Now I am twenty-eight, and am in reality more illiterate than many schoolboys of fifteen. It is true that I have thought more, and that my day dreams are more extended and magnificent; but they want (as the painters call it) keeping; and I greatly need a friend who would have sense enough not to despise me as romantic, and affection enough for me to endeavour to regulate my mind.

By assembling the mosaic image of our own mosaic of “truth” (our own version of the “truth”) from our accumulated knowledge and through comparisons with those of others, we shall not be free and do not get closer to Truth. We have only created a beautiful (or not so beautiful) spiritual mask, and behind it the Ego grins at us and the world created by itself.

GRACE is a word we can keep in our minds when we walk, dance, swim, talk, sing, do anything at all - to enable us to get in 'the zone' where everything flows more easily - where everything feels lighter, and we are in a peak state. Grace allows us to follow our inner guidance - be true to who we are - and give our gifts lightly to the world. It's one of those magic words!

I have checked our teleportation technology," Tridax said. "There was no sign of sabotage. You are a liar.""Well, no one ever said Makuta were observant," said Vezon, "How could you be so sure? Suppose I sabotaged it myself using my incredible powers of the mind.""You have no powers," said the Makuta, picking up a wickedly sharp blade. "You have no mind. You are about to have no head.

Nakamura Tempu Sensei viewed the mind as a segment of the body that could not be seen and the body as the element of the mind that was observable. He also likened the mind and body to a stream, with the mind as the source flowing down to the body. Whatever we drop in the stream will be carried down by the current. In like manner, our thoughts will influence the body and our well being.

It is more than probable that I am not understood; but I fear, indeed, that it is in no manner possible to convey to the mind of the merely general reader, an adequate idea of that nervous intensity of interest with which, in my case, the powers of meditation (not to speak technically) busied and buried themselves, in the contemplation of even the most ordinary objects of the universe.

With emotional abuse, the insults, insinuations, criticism, and accusations slowly eat away at the victim’s self-esteem until he or she is incapable of judging a situation realistically. He or she may begin to believe that there is something wrong with them or even fear they are losing their mind. They have become so beaten down emotionally that they blame themselves for the abuse.

The desire to live life to its fullest, to acquire more knowledge, to abandon the economic treadmill, are all typical reactions to these experiences in altered states of consciousness. The previous fear of death is typically quelled. If the individual generally remains thereafter in the existential state of awareness, the deep internal feeling of eternity is quite profound and unshakable.

The reassuring smile was now useless. I was plastic. Everything was veiled. Objectivity, facts, hard information--these were things only in the outline stage. There was nothing tying anything together yet, so the mind built up a defense, and the evidence was restructured, and that was what I tried to do on that morning--to restructure the evidence so it made sense--and that is what I failed at.

Mind and body are in many ways opposite from each other, and mind and body must each act according to its own principles. Nonetheless, while the mind and body are different in disposition, they are complementary opposites that form a single whole. For us to sustain mind and body harmony, and function as whole human beings, we need to discover the actual nature of the mind’s characteristics.

Finally, everybody agrees that no one pursuit can be successfully followed by a man who is preoccupied with many things—eloquence cannot, nor the liberal studies—since the mind, when distracted, takes in nothing very deeply, but rejects everything that is, as it were, crammed into it. There is nothing the busy man is less busied with than living: there is nothing that is harder to learn.

We use our minds not to discover facts but to hide them. One of things the screen hides most effectively is the body, our own body, by which I mean, the ins and outs of it, its interiors. Like a veil thrown over the skin to secure its modesty, the screen partially removes from the mind the inner states of the body, those that constitute the flow of life as it wanders in the journey of each day. (p.28)

In his article, Bogen concluded: “I believe [with Wigan] that each of us has two minds in one person. There is a host of detail to be marshaled in this case. But we must eventually confront directly the principal resistance to the Wigan view: that is, the subjective feeling possessed by each of us that we are One. This inner conviction of Oneness is a most cherished opinion of Western Man. . . .

In a swamp, as in meditation, you begin to glimpse how elusive, how inherently insubstantial, how fleeting our thoughts are, our identities. There is magic in this moist world, in how the mind lets go, slips into sleepy water, circles and nuzzles the banks of palmetto and wild iris, how it seeps across dreams, smears them into the upright world, rots the wood of treasure chests, welcomes the body home.

I wonder about people who say they haven't time to think. For myself, I can double think. I find that weighing vegetables, passing the time of day with customers, fighting or loving Mary, coping with the children-- none of these prevents a second and continuing layer of thinking, wondering, conjecturing. Surely this must be true of everyone. Maybe not having time to think is not having the wish to think.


:: WORK TO BE COMPLETED ::
Drop all images. Then write out each line below exactly as given.

■ ■ ■ ■ ■

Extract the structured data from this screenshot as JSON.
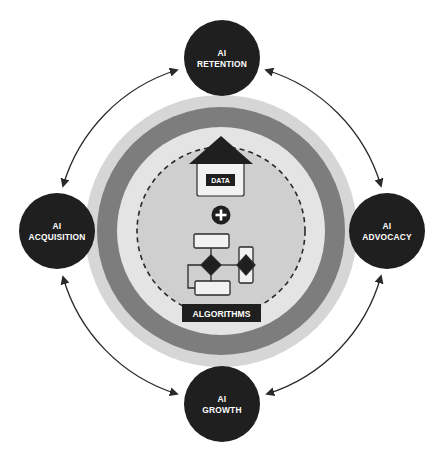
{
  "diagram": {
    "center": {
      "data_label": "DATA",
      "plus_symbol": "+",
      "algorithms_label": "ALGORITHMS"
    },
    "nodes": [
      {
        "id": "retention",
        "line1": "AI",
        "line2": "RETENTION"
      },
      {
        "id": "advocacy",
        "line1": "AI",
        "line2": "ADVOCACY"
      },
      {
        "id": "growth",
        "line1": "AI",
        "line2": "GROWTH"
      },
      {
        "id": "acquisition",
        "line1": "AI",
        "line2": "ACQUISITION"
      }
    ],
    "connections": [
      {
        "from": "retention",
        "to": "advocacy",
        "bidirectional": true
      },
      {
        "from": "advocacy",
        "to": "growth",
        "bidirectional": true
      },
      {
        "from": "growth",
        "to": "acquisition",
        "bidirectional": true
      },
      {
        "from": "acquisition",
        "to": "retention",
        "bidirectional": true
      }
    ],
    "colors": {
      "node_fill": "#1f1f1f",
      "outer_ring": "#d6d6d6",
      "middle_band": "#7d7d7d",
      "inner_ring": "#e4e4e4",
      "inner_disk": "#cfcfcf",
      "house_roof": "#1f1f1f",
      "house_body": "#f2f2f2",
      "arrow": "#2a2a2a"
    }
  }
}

■ ■ ■ ■ ■

:: RESULT ::
Extract the structured data from this screenshot as JSON.
{
  "diagram": {
    "center": {
      "data_label": "DATA",
      "plus_symbol": "+",
      "algorithms_label": "ALGORITHMS"
    },
    "nodes": [
      {
        "id": "retention",
        "line1": "AI",
        "line2": "RETENTION"
      },
      {
        "id": "advocacy",
        "line1": "AI",
        "line2": "ADVOCACY"
      },
      {
        "id": "growth",
        "line1": "AI",
        "line2": "GROWTH"
      },
      {
        "id": "acquisition",
        "line1": "AI",
        "line2": "ACQUISITION"
      }
    ],
    "connections": [
      {
        "from": "retention",
        "to": "advocacy",
        "bidirectional": true
      },
      {
        "from": "advocacy",
        "to": "growth",
        "bidirectional": true
      },
      {
        "from": "growth",
        "to": "acquisition",
        "bidirectional": true
      },
      {
        "from": "acquisition",
        "to": "retention",
        "bidirectional": true
      }
    ],
    "colors": {
      "node_fill": "#1f1f1f",
      "outer_ring": "#d6d6d6",
      "middle_band": "#7d7d7d",
      "inner_ring": "#e4e4e4",
      "inner_disk": "#cfcfcf",
      "house_roof": "#1f1f1f",
      "house_body": "#f2f2f2",
      "arrow": "#2a2a2a"
    }
  }
}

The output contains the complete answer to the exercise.